2. Scuola Romana.  The prevailing neo-Scholastic Thomism of the world of the pontifical
 university system, at least intellectually, shares much of the same humus as its French
 counterpart.  Where it differs is in its ecclesiological roots.  Whereas French 
Ultramontanism was in a sense a reaction to, and in some sense conditioned by, Gallicanism, 
the Roman school was more properly papal.  For it, the geographical closeness of the Pope was
 more consistently formative, and, uncomplicated as it was by parries with Gallicanism,
 it was (ironically) much more firmly attached to the Roman See than the French.  
Garrigou-Lagrange can be seen as the type of theologian who bridged both schools. 
 Where the two schools depart is less a matter of substance as regards their crititque 
of theological and pastoral trends outside the system, but in terms of their deference
 to Rome.  The iconic hierarch of the Roman school, and counterpart to Lefebvre, was
 Giuseppe Cardinal Siri, the Archbishop of Genoa (1906-89).  His sense of Romanità
 figured more prominently in his thought than a Gallic version of Ultramontanism.
  His book Gethsemane (1980) substantially reflects the criticism of both schools
 of the theological and pastoral trends in the Church.  What separates Siri from
 Lefebvre, is that Siri was able to continue in visible communion with the Church
 by accepting Vatican II in a nuanced fashion that might today be called closer to 
a hermeneutic of continuity, and all without breaking visible bonds of communion as 
a result of his critique. 

While it is perhaps simplistic to say that contemporary traditionalism tends 
along this binary path of école française and scuola romana, it does explain some
 of the differences among traditionalists, differences which must be grasped if
 an accurate portrayal of the movement is to be had.  While both remain skeptical 
of much of the theological and pastoral climate of the post-Vatican II Church, 
the latter reflects a hermeneutic of continuity much more than the former,
 which stressed, sometimes almost exclusively, rupture. 
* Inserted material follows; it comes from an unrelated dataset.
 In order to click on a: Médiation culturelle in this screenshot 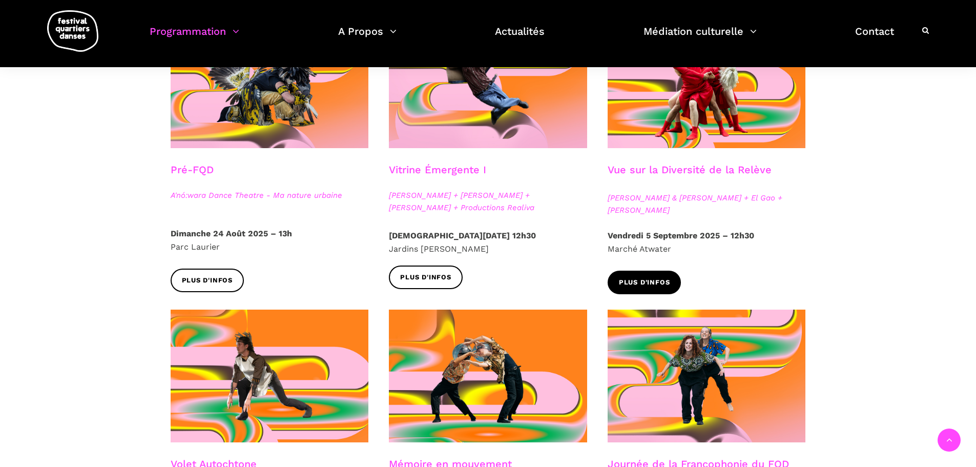, I will do `click(700, 37)`.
It is perhaps also simplistic to say that both strands could continue on as they were
 throughout the pontificate of Blessed John Paul II.  Both were synonymous for those
 who accused them all equally of being traitors to the Council, and both also substantially
 continued in the same vein of critique.  Ecclesia Dei of 1988 may have granted more
 access to people to the classical Roman liturgy, which became the most potent symbol
 of traditionalist resistance.  But it did little to change the perspectives of either school
 of traditionalists or their detractors.

Pope Benedict XVI changed all that.  On the surface, the Bavarian theologian
 belonged to the same nouvelle théologie that both schools found suspect.  His dealings
 with the affaire Lefebvre had gained him some modicum of respect, albeit it at a
 distance, with the école française, which grew in numbers as the scuola romana became
 the preserve of some very few circles in Italy.  French traditionalism was imported as a 
missionary endeavor along with the Mass of the Ages all over the world.  But Benedict
 was also to challenge that école française as well.  His overtures to the Society of 
St Pius X and his increasing questioning of the implementation of Vatican II became
 apietra d’inciampo for the traditionalist world (and a scandal for those who hated it). 
 Were they a ruse to lure the faithful into Modernism, or were they a sincere gesture
 of a loving pastor concerned for unity in the Church?  In all of this, Benedict XVI
 emerged, not as a liturgical traditionalist, but as a liturgical pluralist.  While he remained
 committed to the Council and to the initial motives for the nouvelle théologie’s departure
 from Scholasticism, he also gained the confidence of many traditionalists, who migrated
 from a more polemical anti-Roman attitude of the postconciliar école française to a
 nuanced hermeneutic of continuity which was a kind of rebirth of the scuola romana. 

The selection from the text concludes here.